Today, the RSPCA in Britain is fighting hard to keep all their animals from harm. In Europe, The Whale and Dolphin Conservation is trying to save the whales and dolphins from extinction by any means necessary, and across the globe, PETA is causing yet another stir to keep animal welfare prominent in the minds of the world.
This is barely the tip of an enormous iceberg of examples of animal welfare and protection groups currently active. They are a dime a dozen, often founded in America, and some of these organizations make millions every year for the sole purpose of protecting animals. They are titans in the battle for animal protection and they will fight for anything from a bison to an elephant to the smallest of hummingbirds.
But one of the first recorded moments of animal activism was not for anything as majestic as the elephant or as sweet as a bee, but rather a critter we consider today a pest; the mouse.
In 1773, Anna Laetitia Barbauld, a popular poet of her time, walked into her friend’s workspace at the science department of the University and spotted a small caged-rodent that sat ready for the next day’s experiment. It was to be suffocated in the morning. Her friend was studying the effects of different airs on living things, specifically carbonic acid.
The following morning, when her friend walked in to get started on his experiments, he found a small note pinned to the mouse’s cage.
It was a poem, a petition from the mouse not to be killed, and it would fire up a heated debate across Europe on the worth of an animal's life. It started as such.
Oh, hear a pensive captive’s prayer,
For liberty that sighs,
And never let thine heart be shut
Against the prisoner’s cries!
For here forlorn and sad I sit,
Within the wiry grate,
And tremble at the approaching morn
Which brings impending fate.
It would be published by Barbauld, who was already a very talented author and hailed as one of the best in her time. But many would consider this to be her Magnum Opus, and for good reason. As this above second stanza shows, she specifically tried to put the reader in the shoes of the terrified mouse. The Mouse’s Petition seemed to be the first recorded incident of a human trying to see cruelty through the eyes of an animal, and it stirred something wonderful in everyone who read it, empathy.
Oh, do not stain with guiltless blood
Thy hospitable hearth,
Nor triumph that thy wiles betrayed
A prize so little worth.
The goal of the poem was to push forward the ongoing debate that animals can feel as much as humans can. It further attacks the human ambition for scientific progress, and it reminds them of the ethical costs involved when leaving benevolence and understanding at the door. And the knowledge that what might be gained through these experiments, could still be a ‘prize of so little worth’.
Animal experimentation goes as far back as the Greeks, but it has only been well documented since the 19th century.
It stirred a wonderful sense of understanding in readers that animals experience pain, fear and dread as easily as humans. The poem managed to touch the hearts of the coldest of scientists and challenged the minds of all intellectuals.
The well-taught philosophic mind
To all compassion gives;
Casts round the world an equal eye,
And feels for all that lives.
Specifically, to address how all of these intelligent, sophisticated and learned men should be seeing the world. Also, in turn, to spotlight that their learning should give them the wisdom to understand that animals are not something to be trod on, but cherished - even something as tiny as a worm.
Beware, lest in the worm you crush,
A brother’s soul you find;
And tremble lest thy luckless hand
Dislodge a kindred mind.
So when unseen destruction lurks,
Which mice like men may share,
May some kind angel clear thy path,
And break the hidden snare.
And lastly, to remind all who put animals through such tortures, that they should remember that one day they might find themselves in a similar situation. But the mouse instead of finding glee in this thought hopes that an angel will come and free them before they die. The old saying ‘do unto others as you would have them do unto you’ is quite heavily implied.
So although today we fight for those near-extinct exotic beauties, or the colourful macaws of the rainforest, or even our dearest dog-best-friend we pull out from ditches. Long ago, our eyes were turned to the mouse and through those black-pearl eyes, we finally managed to see the world a little clearer.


Report each line from the entries in which "square" can be found.

[Data entries]
---+---
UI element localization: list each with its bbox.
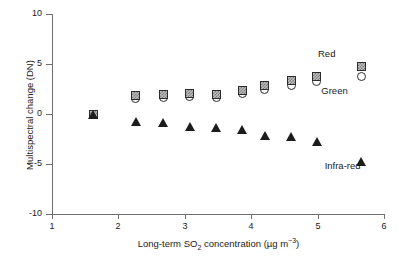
x-tick-label-3: 3 xyxy=(175,222,195,231)
data-point-red xyxy=(287,76,296,85)
x-tick-3 xyxy=(185,214,186,219)
x-tick-label-6: 6 xyxy=(374,222,394,231)
y-tick-5 xyxy=(46,64,52,65)
data-point-infra-red xyxy=(260,131,270,140)
data-point-red xyxy=(357,62,366,71)
x-tick-6 xyxy=(384,214,385,219)
data-point-infra-red xyxy=(356,157,366,166)
data-point-red xyxy=(312,72,321,81)
x-tick-label-4: 4 xyxy=(241,222,261,231)
x-tick-label-5: 5 xyxy=(308,222,328,231)
data-point-red xyxy=(185,89,194,98)
x-axis-line xyxy=(52,214,385,215)
x-axis-title-mid: concentration (µg m xyxy=(201,238,288,249)
data-point-green xyxy=(357,72,366,81)
data-point-infra-red xyxy=(312,137,322,146)
x-tick-label-2: 2 xyxy=(108,222,128,231)
series-label-green: Green xyxy=(321,86,347,96)
data-point-red xyxy=(159,90,168,99)
x-tick-label-1: 1 xyxy=(42,222,62,231)
series-label-infra-red: Infra-red xyxy=(325,161,361,171)
y-tick-0 xyxy=(46,114,52,115)
x-axis-title-sup: −3 xyxy=(288,237,296,244)
x-tick-1 xyxy=(52,214,53,219)
x-axis-title: Long-term SO2 concentration (µg m−3) xyxy=(52,238,385,249)
y-tick-10 xyxy=(46,14,52,15)
y-axis-title: Multispectral change (DN) xyxy=(25,25,35,205)
x-tick-5 xyxy=(318,214,319,219)
data-point-infra-red xyxy=(286,132,296,141)
x-axis-title-pre: Long-term SO xyxy=(138,238,198,249)
data-point-infra-red xyxy=(237,125,247,134)
scatter-plot-area: 10 5 0 -5 -10 1 2 3 4 5 6 Multispectral … xyxy=(0,0,399,270)
chart-figure: 10 5 0 -5 -10 1 2 3 4 5 6 Multispectral … xyxy=(0,0,399,270)
x-tick-4 xyxy=(251,214,252,219)
data-point-red xyxy=(131,91,140,100)
x-tick-2 xyxy=(118,214,119,219)
data-point-infra-red xyxy=(88,110,98,119)
data-point-red xyxy=(212,90,221,99)
y-tick-label-10: 10 xyxy=(12,9,42,18)
data-point-red xyxy=(238,86,247,95)
data-point-infra-red xyxy=(158,118,168,127)
y-axis-line xyxy=(52,14,53,215)
y-tick-label-neg10: -10 xyxy=(12,209,42,218)
data-point-infra-red xyxy=(185,122,195,131)
x-axis-title-post: ) xyxy=(296,238,299,249)
series-label-red: Red xyxy=(318,49,335,59)
y-tick-neg5 xyxy=(46,164,52,165)
data-point-infra-red xyxy=(211,123,221,132)
data-point-infra-red xyxy=(131,117,141,126)
data-point-red xyxy=(260,81,269,90)
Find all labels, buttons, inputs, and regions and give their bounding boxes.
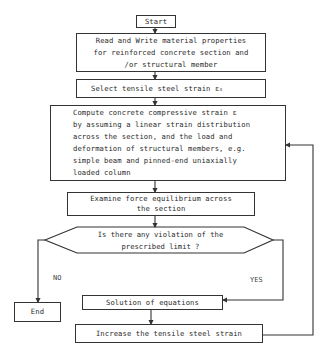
start-label: Start bbox=[145, 16, 167, 28]
decision-label: Is there any violation of the prescribed… bbox=[77, 229, 244, 253]
select-strain-label: Select tensile steel strain ε bbox=[91, 83, 219, 95]
select-strain-subscript: s bbox=[219, 83, 222, 95]
increase-strain-node: Increase the tensile steel strain bbox=[75, 324, 263, 343]
examine-equilibrium-label: Examine force equilibrium across the sec… bbox=[90, 194, 232, 214]
end-node: End bbox=[14, 302, 61, 322]
solution-node: Solution of equations bbox=[82, 295, 223, 310]
examine-equilibrium-node: Examine force equilibrium across the sec… bbox=[67, 192, 255, 216]
start-node: Start bbox=[136, 15, 176, 28]
end-label: End bbox=[31, 306, 44, 318]
compute-strain-node: Compute concrete compressive strain ε by… bbox=[50, 105, 286, 181]
select-strain-node: Select tensile steel strain εs bbox=[76, 79, 266, 98]
no-branch-label: NO bbox=[53, 274, 61, 282]
read-write-label: Read and Write material properties for r… bbox=[94, 35, 249, 71]
read-write-node: Read and Write material properties for r… bbox=[76, 33, 266, 72]
solution-label: Solution of equations bbox=[106, 297, 199, 309]
increase-strain-label: Increase the tensile steel strain bbox=[96, 328, 242, 340]
yes-branch-label: YES bbox=[250, 276, 263, 284]
compute-strain-label: Compute concrete compressive strain ε by… bbox=[73, 107, 250, 179]
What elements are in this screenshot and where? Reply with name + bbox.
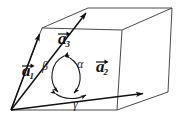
vector-overarrow-icon — [96, 58, 109, 64]
vector-label-a2: a2 — [96, 58, 108, 77]
angle-label-alpha: α — [77, 58, 83, 70]
arc-gamma — [56, 94, 86, 99]
edge-topleft-midright — [42, 28, 122, 30]
vector-label-a1: a1 — [22, 62, 34, 81]
vector-label-a3: a3 — [58, 30, 70, 49]
parallelepiped-figure: a1 a2 a3 α β γ — [0, 0, 187, 124]
edge-midright-bottomfront — [117, 30, 122, 110]
edge-bottomfront-bottomright — [117, 92, 168, 110]
edge-topleft-topmid — [42, 8, 88, 28]
arc-beta — [52, 56, 64, 92]
angle-label-beta: β — [42, 60, 48, 72]
angle-label-gamma: γ — [73, 98, 78, 110]
vector-overarrow-icon — [58, 30, 71, 36]
edge-midright-topright — [122, 8, 172, 30]
edge-topright-bottomright — [168, 8, 172, 92]
vector-overarrow-icon — [22, 62, 35, 68]
cell-edges — [11, 8, 172, 110]
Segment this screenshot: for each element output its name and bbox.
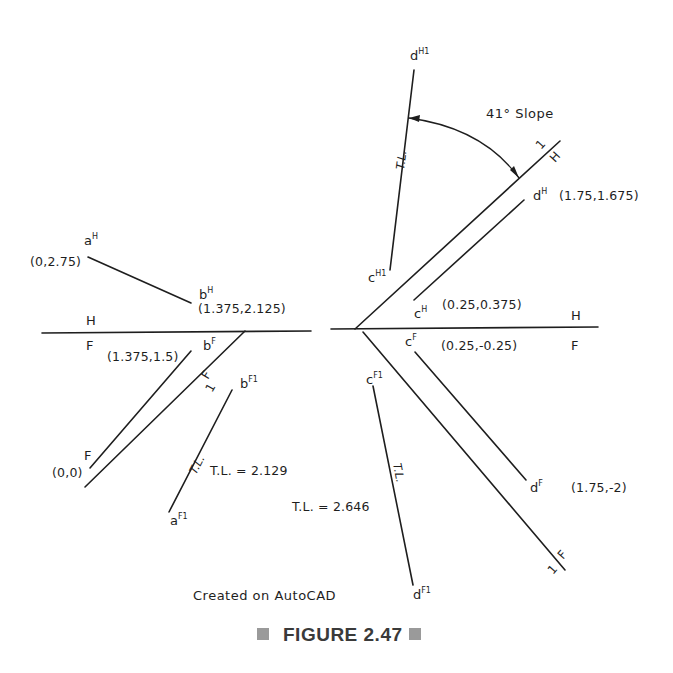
- label-a-f1: aF1: [170, 512, 188, 528]
- label-d-h: dH: [533, 187, 547, 203]
- line-ch-dh: [414, 200, 524, 300]
- slope-angle-arc: [409, 118, 519, 178]
- line-cf-df: [415, 352, 526, 480]
- line-cf1-df1: [373, 386, 413, 585]
- label-d-f: dF: [530, 479, 543, 495]
- true-length-tag-upper: T.L.: [393, 149, 409, 170]
- left-fold-line-hf: [42, 331, 311, 333]
- coord-a-h: (0,2.75): [30, 254, 81, 269]
- label-c-f: cF: [405, 333, 417, 349]
- coord-d-f: (1.75,-2): [571, 480, 627, 495]
- coord-c-h: (0.25,0.375): [442, 297, 522, 312]
- line-af-bf: [90, 351, 191, 468]
- label-b-h: bH: [199, 286, 213, 302]
- right-fold-label-f: F: [571, 338, 578, 353]
- left-fold-label-f: F: [86, 338, 93, 353]
- coord-b-h: (1.375,2.125): [198, 301, 286, 316]
- right-fold-label-1: 1: [545, 562, 561, 577]
- right-fold-label-h: H: [571, 308, 581, 323]
- true-length-value-left: T.L. = 2.129: [209, 463, 288, 478]
- left-fold-label-1: 1: [202, 381, 218, 395]
- left-fold-label-f: F: [198, 368, 214, 381]
- descriptive-geometry-drawing: H F aH (0,2.75) bH (1.375,2.125) bF (1.3…: [0, 0, 673, 673]
- slope-label: 41° Slope: [486, 106, 554, 121]
- autocad-note: Created on AutoCAD: [193, 588, 336, 603]
- coord-a-f: (0,0): [52, 465, 83, 480]
- right-fold-line-f1: [363, 332, 565, 570]
- figure-2-47: H F aH (0,2.75) bH (1.375,2.125) bF (1.3…: [0, 0, 673, 673]
- caption-right-square-icon: [409, 628, 421, 640]
- label-b-f1: bF1: [240, 375, 258, 391]
- label-c-h1: cH1: [368, 269, 386, 285]
- label-a-h: aH: [84, 232, 98, 248]
- line-ah-bh: [88, 257, 191, 303]
- label-c-h: cH: [414, 305, 427, 321]
- label-b-f: bF: [203, 337, 216, 353]
- label-d-f1: dF1: [413, 586, 431, 602]
- label-a-f: F: [84, 448, 91, 463]
- coord-b-f: (1.375,1.5): [107, 349, 179, 364]
- label-c-f1: cF1: [366, 371, 383, 387]
- left-fold-label-h: H: [86, 313, 96, 328]
- line-af1-bf1: [169, 390, 232, 512]
- coord-c-f: (0.25,-0.25): [441, 338, 517, 353]
- label-d-h1: dH1: [410, 47, 429, 63]
- caption-left-square-icon: [257, 628, 269, 640]
- right-fold-line-hf: [331, 327, 598, 329]
- figure-caption: FIGURE 2.47: [283, 624, 403, 645]
- arc-arrow-start-icon: [409, 115, 420, 122]
- right-fold-label-1: 1: [533, 137, 549, 152]
- true-length-value-right: T.L. = 2.646: [291, 499, 370, 514]
- coord-d-h: (1.75,1.675): [559, 188, 639, 203]
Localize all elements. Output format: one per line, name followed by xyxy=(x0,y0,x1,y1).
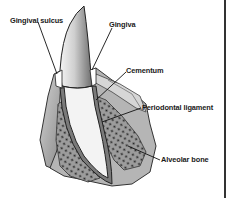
leader-gingival-sulcus xyxy=(38,22,57,74)
label-cementum: Cementum xyxy=(126,67,163,74)
label-gingiva: Gingiva xyxy=(109,21,135,28)
label-alveolar-bone: Alveolar bone xyxy=(161,156,209,163)
label-periodontal-ligament: Periodontal ligament xyxy=(142,104,213,111)
tooth-illustration xyxy=(0,0,229,198)
frame-border-line xyxy=(224,0,226,198)
leader-gingiva xyxy=(92,28,112,70)
tooth-crown xyxy=(60,6,92,88)
label-gingival-sulcus: Gingival sulcus xyxy=(10,17,63,24)
tooth-diagram: Gingival sulcus Gingiva Cementum Periodo… xyxy=(0,0,229,198)
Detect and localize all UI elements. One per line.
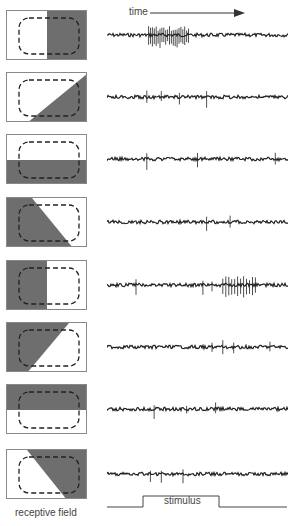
receptive-field-box — [6, 72, 87, 122]
spike-trace — [107, 454, 288, 494]
receptive-field-box — [6, 449, 87, 499]
receptive-field-box — [6, 384, 87, 434]
spike-trace — [107, 139, 288, 179]
spike-trace — [107, 15, 288, 55]
receptive-field-box — [6, 197, 87, 247]
receptive-field-label: receptive field — [15, 507, 77, 518]
receptive-field-box — [6, 260, 87, 310]
spike-trace — [107, 389, 288, 429]
receptive-field-box — [6, 322, 87, 372]
spike-trace — [107, 265, 288, 305]
spike-trace — [107, 327, 288, 367]
spike-trace — [107, 77, 288, 117]
spike-trace — [107, 202, 288, 242]
receptive-field-box — [6, 134, 87, 184]
stimulus-label: stimulus — [164, 495, 201, 506]
receptive-field-box — [6, 10, 87, 60]
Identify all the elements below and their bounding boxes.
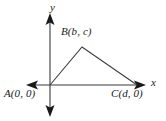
- x-axis-label: x: [151, 77, 156, 88]
- vertex-label-c: C(d, 0): [111, 88, 143, 99]
- y-axis-label: y: [50, 2, 55, 13]
- geometry-figure: y x B(b, c) A(0, 0) C(d, 0): [0, 0, 166, 121]
- vertex-label-b: B(b, c): [61, 26, 92, 37]
- coordinate-plane-svg: [0, 0, 166, 121]
- triangle-group: [50, 47, 137, 85]
- vertex-label-a: A(0, 0): [4, 88, 35, 99]
- triangle-sides-ab-bc: [50, 47, 137, 85]
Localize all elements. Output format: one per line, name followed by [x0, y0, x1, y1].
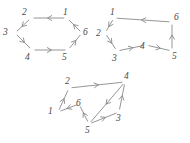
node-label-hexagon-cycle-left-5: 5 — [62, 53, 67, 63]
node-label-hexagon-cycle-left-3: 3 — [3, 28, 8, 38]
edge-3-to-4 — [17, 35, 30, 48]
node-label-hexagon-cycle-left-4: 4 — [25, 53, 30, 63]
node-label-crossed-cycle-bottom-6: 6 — [76, 99, 81, 109]
node-label-hexagon-cycle-right-1: 1 — [110, 8, 115, 18]
crossed-cycle-bottom — [59, 82, 124, 123]
edge-2-to-4 — [72, 82, 122, 87]
graph-drawing — [0, 0, 190, 143]
edge-6-to-1 — [61, 105, 76, 111]
node-label-hexagon-cycle-left-6: 6 — [83, 28, 88, 38]
edge-5-to-6 — [70, 35, 80, 47]
node-label-crossed-cycle-bottom-4: 4 — [124, 72, 129, 82]
node-label-crossed-cycle-bottom-2: 2 — [65, 77, 70, 87]
edge-3-to-4 — [120, 85, 125, 109]
node-label-hexagon-cycle-right-2: 2 — [96, 29, 101, 39]
node-label-hexagon-cycle-right-5: 5 — [172, 52, 177, 62]
node-label-hexagon-cycle-right-3: 3 — [112, 54, 117, 64]
node-label-crossed-cycle-bottom-3: 3 — [116, 114, 121, 124]
edge-5-to-6 — [80, 107, 87, 122]
node-label-crossed-cycle-bottom-1: 1 — [48, 107, 53, 117]
arrowhead-2-to-3 — [108, 38, 112, 43]
edge-5-to-3 — [92, 113, 116, 123]
node-label-hexagon-cycle-left-2: 2 — [22, 8, 27, 18]
node-label-crossed-cycle-bottom-5: 5 — [85, 126, 90, 136]
hexagon-cycle-left — [17, 16, 80, 53]
node-label-hexagon-cycle-right-4: 4 — [140, 42, 145, 52]
edge-2-to-3 — [107, 35, 116, 48]
edge-4-to-5 — [149, 46, 169, 51]
edge-1-to-2 — [59, 91, 68, 110]
figure-canvas: 123456123456123456 — [0, 0, 190, 143]
node-label-hexagon-cycle-left-1: 1 — [63, 8, 68, 18]
node-label-hexagon-cycle-right-6: 6 — [174, 13, 179, 23]
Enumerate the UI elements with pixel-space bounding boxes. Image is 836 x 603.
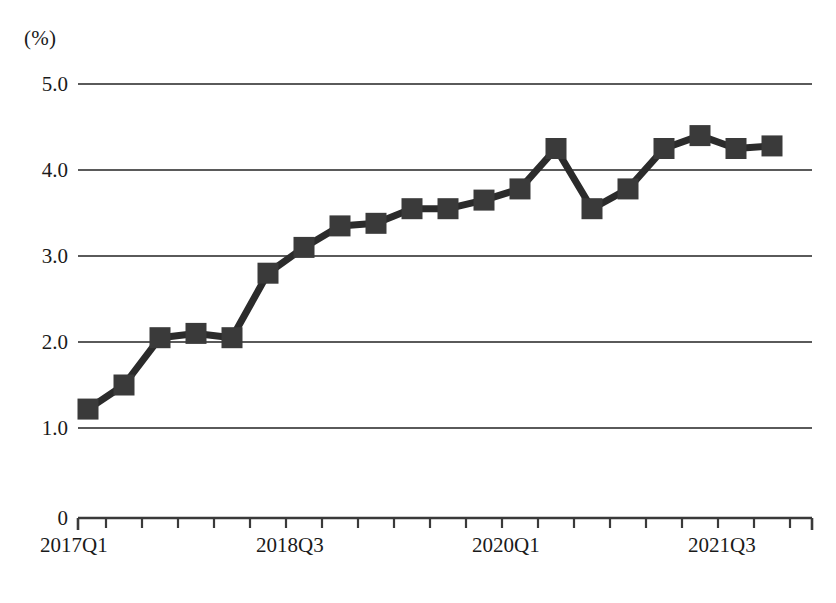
---+---
RESULT OF THE TASK:
- caption-right-square-icon: [409, 628, 421, 640]
- caption-left-square-icon: [257, 628, 269, 640]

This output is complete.